Unusual Lawsuit Filed Against Walmart

With Walmart being a large corporation, we read about lawsuits quite often. They are usually over labor laws, but a lawsuit filed in Hurricane, West Virginia is about shopping baskets.

Duane Ruggier II has multiple sclerosis and requires a motorized wheelchair to get around. He just also happens to be a lawyer.

Ruggier sued the company under the Americans With Disabilities Act, which requires businesses to make reasonable modifications in policies and practices when necessary to offer their services and facilities to people with disabilities. He is seeking a resolution to the problem, attorney’s fees and punitive damages.

According to the lawsuit, the only way that he can shop is by putting a shopping basket on his lap as he operates his wheelchair. He says that he cannot operate a shopping cart and is unable to get out of his wheelchair in the store to use one of the motorized scooters that Walmart provides.

wm

Ruggier alleges that the Hurricane Walmart does not provide those baskets and has refused to do so even though other Walmarts in the state of West Virginia provide the shopping baskets in their stores. According to Ruggier, a supervisor at the Hurricane Walmart has offered to have an employee accompany him around the store to push a shopping cart for him, but he finds that embarrassing and wants to do it independently, according to the deposition.

Walmart has offered to keep a basket at the service desk specifically for Ruggier to use, but he declined. He feels that he would be treated differently than other customers with disabilities.

Walmart’s stance on this is that they used to have these baskets in the store, but they were disappearing, assuming that they were being stolen from the store. They have not ordered any since 2012. Walmart states that it could cost their employees their bonuses if they were to keep replenishing these baskets. According to an invoice in 2010, a case of these shopping baskets costs $73.60. It does not indicate how many baskets come in a case.

Walmart made $16 billion in profits in its last fiscal year on $476 billion in sales, according to its annual financial report. They should be able to afford to spend a few hundred dollars for some shopping baskets. I guarantee they are spending more money now in attorney and legal fees than a decade supply of shopping baskets would have cost.

What do you all think? Who is being petty here? The shopper over a basket, Walmart over providing these, or all the above? Comment below and let us know!

Tim Martin
Tim Martin is a Technology specialist, who gives us insights into the technology and software that helps us to get through our day. Technology is everywhere, an increasingly pervasive part of our lives. Tim helps us make sense of it in many ways.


▸ **WHAT NEEDS TO BE DONE**
Please transcribe each of the records exactly as given.

▸ **Excerpts from an interface dataset**
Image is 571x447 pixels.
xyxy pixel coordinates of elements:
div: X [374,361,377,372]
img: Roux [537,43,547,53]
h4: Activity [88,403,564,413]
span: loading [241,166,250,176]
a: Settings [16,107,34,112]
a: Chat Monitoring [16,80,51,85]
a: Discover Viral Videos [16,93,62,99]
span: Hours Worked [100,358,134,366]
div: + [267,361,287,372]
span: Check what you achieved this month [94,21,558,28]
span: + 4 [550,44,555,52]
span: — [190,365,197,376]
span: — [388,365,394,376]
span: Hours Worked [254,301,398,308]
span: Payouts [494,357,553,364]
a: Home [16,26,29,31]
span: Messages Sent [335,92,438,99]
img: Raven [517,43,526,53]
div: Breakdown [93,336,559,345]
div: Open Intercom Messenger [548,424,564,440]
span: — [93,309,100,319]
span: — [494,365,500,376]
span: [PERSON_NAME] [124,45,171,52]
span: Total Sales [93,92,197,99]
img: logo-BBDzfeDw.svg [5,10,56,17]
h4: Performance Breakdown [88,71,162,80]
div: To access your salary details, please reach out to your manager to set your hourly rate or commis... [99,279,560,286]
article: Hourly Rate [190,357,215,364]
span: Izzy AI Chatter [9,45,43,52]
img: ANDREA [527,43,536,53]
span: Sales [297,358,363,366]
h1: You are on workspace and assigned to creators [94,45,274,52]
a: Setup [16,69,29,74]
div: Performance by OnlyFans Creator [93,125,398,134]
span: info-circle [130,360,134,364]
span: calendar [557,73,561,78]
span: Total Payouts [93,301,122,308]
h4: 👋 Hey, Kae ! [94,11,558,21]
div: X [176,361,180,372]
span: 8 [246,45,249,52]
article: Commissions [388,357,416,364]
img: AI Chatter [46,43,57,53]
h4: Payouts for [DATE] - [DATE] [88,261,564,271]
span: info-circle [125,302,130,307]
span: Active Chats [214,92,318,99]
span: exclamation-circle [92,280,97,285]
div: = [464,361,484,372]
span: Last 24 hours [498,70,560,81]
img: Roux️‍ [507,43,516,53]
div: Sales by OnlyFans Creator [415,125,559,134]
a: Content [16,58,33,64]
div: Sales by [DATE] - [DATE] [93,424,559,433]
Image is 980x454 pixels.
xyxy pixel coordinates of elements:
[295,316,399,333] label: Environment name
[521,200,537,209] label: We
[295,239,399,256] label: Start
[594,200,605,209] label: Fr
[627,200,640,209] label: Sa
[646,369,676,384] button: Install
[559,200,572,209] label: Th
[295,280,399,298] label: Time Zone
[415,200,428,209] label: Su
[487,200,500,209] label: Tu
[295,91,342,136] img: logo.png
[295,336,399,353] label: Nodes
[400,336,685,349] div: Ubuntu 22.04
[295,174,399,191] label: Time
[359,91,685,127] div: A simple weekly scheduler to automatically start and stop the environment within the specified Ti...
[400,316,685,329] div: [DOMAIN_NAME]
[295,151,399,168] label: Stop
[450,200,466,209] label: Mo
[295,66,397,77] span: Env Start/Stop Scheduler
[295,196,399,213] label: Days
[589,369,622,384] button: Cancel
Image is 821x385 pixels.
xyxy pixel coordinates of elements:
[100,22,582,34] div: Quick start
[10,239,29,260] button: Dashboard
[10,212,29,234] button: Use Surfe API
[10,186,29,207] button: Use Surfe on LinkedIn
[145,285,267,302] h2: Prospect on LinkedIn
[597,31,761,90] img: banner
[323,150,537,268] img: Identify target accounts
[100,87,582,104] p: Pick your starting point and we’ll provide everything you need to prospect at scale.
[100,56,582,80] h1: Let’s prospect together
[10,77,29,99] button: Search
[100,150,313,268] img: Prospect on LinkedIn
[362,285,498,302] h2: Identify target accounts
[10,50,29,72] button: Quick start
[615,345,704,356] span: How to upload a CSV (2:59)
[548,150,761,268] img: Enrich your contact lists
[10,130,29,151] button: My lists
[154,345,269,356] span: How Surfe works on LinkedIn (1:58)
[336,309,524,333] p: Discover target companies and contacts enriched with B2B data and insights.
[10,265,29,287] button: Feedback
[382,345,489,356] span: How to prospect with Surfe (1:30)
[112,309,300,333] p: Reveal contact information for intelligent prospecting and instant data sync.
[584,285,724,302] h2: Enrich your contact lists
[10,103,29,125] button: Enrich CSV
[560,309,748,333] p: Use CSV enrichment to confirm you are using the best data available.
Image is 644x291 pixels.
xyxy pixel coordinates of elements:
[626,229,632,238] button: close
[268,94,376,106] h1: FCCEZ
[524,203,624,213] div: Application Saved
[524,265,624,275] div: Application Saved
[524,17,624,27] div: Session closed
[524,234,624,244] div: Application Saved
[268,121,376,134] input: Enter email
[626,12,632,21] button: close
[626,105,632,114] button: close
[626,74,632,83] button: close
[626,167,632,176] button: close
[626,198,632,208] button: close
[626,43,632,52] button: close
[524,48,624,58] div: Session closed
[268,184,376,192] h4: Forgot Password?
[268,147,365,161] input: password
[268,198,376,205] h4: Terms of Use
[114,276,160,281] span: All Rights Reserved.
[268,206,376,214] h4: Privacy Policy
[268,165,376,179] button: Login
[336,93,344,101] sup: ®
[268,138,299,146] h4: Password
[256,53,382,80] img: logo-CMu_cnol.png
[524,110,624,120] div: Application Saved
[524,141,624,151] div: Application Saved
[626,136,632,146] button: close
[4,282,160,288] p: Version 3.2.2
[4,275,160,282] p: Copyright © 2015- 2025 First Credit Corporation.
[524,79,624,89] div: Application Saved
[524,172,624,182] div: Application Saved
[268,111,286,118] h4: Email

▸ **SOLVED PROBLEM**
Image is 571x447 pixels.
xyxy pixel coordinates of elements:
div: X [374,361,377,372]
img: Roux [537,43,547,53]
h4: Activity [88,403,564,413]
span: loading [241,166,250,176]
a: Settings [16,107,34,112]
a: Chat Monitoring [16,80,51,85]
a: Discover Viral Videos [16,93,62,99]
span: Hours Worked [100,358,134,366]
div: + [267,361,287,372]
span: Check what you achieved this month [94,21,558,28]
span: + 4 [550,44,555,52]
span: — [190,365,197,376]
span: — [388,365,394,376]
span: Hours Worked [254,301,398,308]
span: Payouts [494,357,553,364]
a: Home [16,26,29,31]
span: Messages Sent [335,92,438,99]
img: Raven [517,43,526,53]
div: Breakdown [93,336,559,345]
div: Open Intercom Messenger [548,424,564,440]
span: — [93,309,100,319]
span: — [494,365,500,376]
span: [PERSON_NAME] [124,45,171,52]
span: Total Sales [93,92,197,99]
img: logo-BBDzfeDw.svg [5,10,56,17]
h4: Performance Breakdown [88,71,162,80]
div: To access your salary details, please reach out to your manager to set your hourly rate or commis... [99,279,560,286]
article: Hourly Rate [190,357,215,364]
span: Izzy AI Chatter [9,45,43,52]
img: ANDREA [527,43,536,53]
span: Sales [297,358,363,366]
h1: You are on workspace and assigned to creators [94,45,274,52]
a: Setup [16,69,29,74]
div: Performance by OnlyFans Creator [93,125,398,134]
span: info-circle [130,360,134,364]
span: calendar [557,73,561,78]
span: Total Payouts [93,301,122,308]
h4: 👋 Hey, Kae ! [94,11,558,21]
div: X [176,361,180,372]
span: 8 [246,45,249,52]
article: Commissions [388,357,416,364]
img: AI Chatter [46,43,57,53]
h4: Payouts for [DATE] - [DATE] [88,261,564,271]
span: info-circle [125,302,130,307]
span: Active Chats [214,92,318,99]
span: exclamation-circle [92,280,97,285]
div: = [464,361,484,372]
span: Last 24 hours [498,70,560,81]
img: Roux️‍ [507,43,516,53]
div: Sales by OnlyFans Creator [415,125,559,134]
a: Content [16,58,33,64]
div: Sales by [DATE] - [DATE] [93,424,559,433]
Image is 980x454 pixels.
xyxy pixel coordinates of elements:
[295,316,399,333] label: Environment name
[521,200,537,209] label: We
[295,239,399,256] label: Start
[594,200,605,209] label: Fr
[627,200,640,209] label: Sa
[646,369,676,384] button: Install
[559,200,572,209] label: Th
[295,280,399,298] label: Time Zone
[415,200,428,209] label: Su
[487,200,500,209] label: Tu
[295,91,342,136] img: logo.png
[295,336,399,353] label: Nodes
[400,336,685,349] div: Ubuntu 22.04
[295,174,399,191] label: Time
[359,91,685,127] div: A simple weekly scheduler to automatically start and stop the environment within the specified Ti...
[400,316,685,329] div: [DOMAIN_NAME]
[295,151,399,168] label: Stop
[450,200,466,209] label: Mo
[295,66,397,77] span: Env Start/Stop Scheduler
[295,196,399,213] label: Days
[589,369,622,384] button: Cancel
Image is 821x385 pixels.
xyxy pixel coordinates of elements:
[100,22,582,34] div: Quick start
[10,239,29,260] button: Dashboard
[10,212,29,234] button: Use Surfe API
[10,186,29,207] button: Use Surfe on LinkedIn
[145,285,267,302] h2: Prospect on LinkedIn
[597,31,761,90] img: banner
[323,150,537,268] img: Identify target accounts
[100,87,582,104] p: Pick your starting point and we’ll provide everything you need to prospect at scale.
[100,56,582,80] h1: Let’s prospect together
[10,77,29,99] button: Search
[100,150,313,268] img: Prospect on LinkedIn
[362,285,498,302] h2: Identify target accounts
[10,50,29,72] button: Quick start
[615,345,704,356] span: How to upload a CSV (2:59)
[548,150,761,268] img: Enrich your contact lists
[10,130,29,151] button: My lists
[154,345,269,356] span: How Surfe works on LinkedIn (1:58)
[336,309,524,333] p: Discover target companies and contacts enriched with B2B data and insights.
[10,265,29,287] button: Feedback
[382,345,489,356] span: How to prospect with Surfe (1:30)
[112,309,300,333] p: Reveal contact information for intelligent prospecting and instant data sync.
[584,285,724,302] h2: Enrich your contact lists
[10,103,29,125] button: Enrich CSV
[560,309,748,333] p: Use CSV enrichment to confirm you are using the best data available.
Image is 644x291 pixels.
xyxy pixel coordinates of elements:
[626,229,632,238] button: close
[268,94,376,106] h1: FCCEZ
[524,203,624,213] div: Application Saved
[524,265,624,275] div: Application Saved
[524,17,624,27] div: Session closed
[524,234,624,244] div: Application Saved
[268,121,376,134] input: Enter email
[626,12,632,21] button: close
[626,105,632,114] button: close
[626,74,632,83] button: close
[626,167,632,176] button: close
[626,198,632,208] button: close
[626,43,632,52] button: close
[524,48,624,58] div: Session closed
[268,184,376,192] h4: Forgot Password?
[268,147,365,161] input: password
[268,198,376,205] h4: Terms of Use
[114,276,160,281] span: All Rights Reserved.
[268,206,376,214] h4: Privacy Policy
[268,165,376,179] button: Login
[336,93,344,101] sup: ®
[268,138,299,146] h4: Password
[256,53,382,80] img: logo-CMu_cnol.png
[524,110,624,120] div: Application Saved
[524,141,624,151] div: Application Saved
[626,136,632,146] button: close
[4,282,160,288] p: Version 3.2.2
[4,275,160,282] p: Copyright © 2015- 2025 First Credit Corporation.
[524,79,624,89] div: Application Saved
[524,172,624,182] div: Application Saved
[268,111,286,118] h4: Email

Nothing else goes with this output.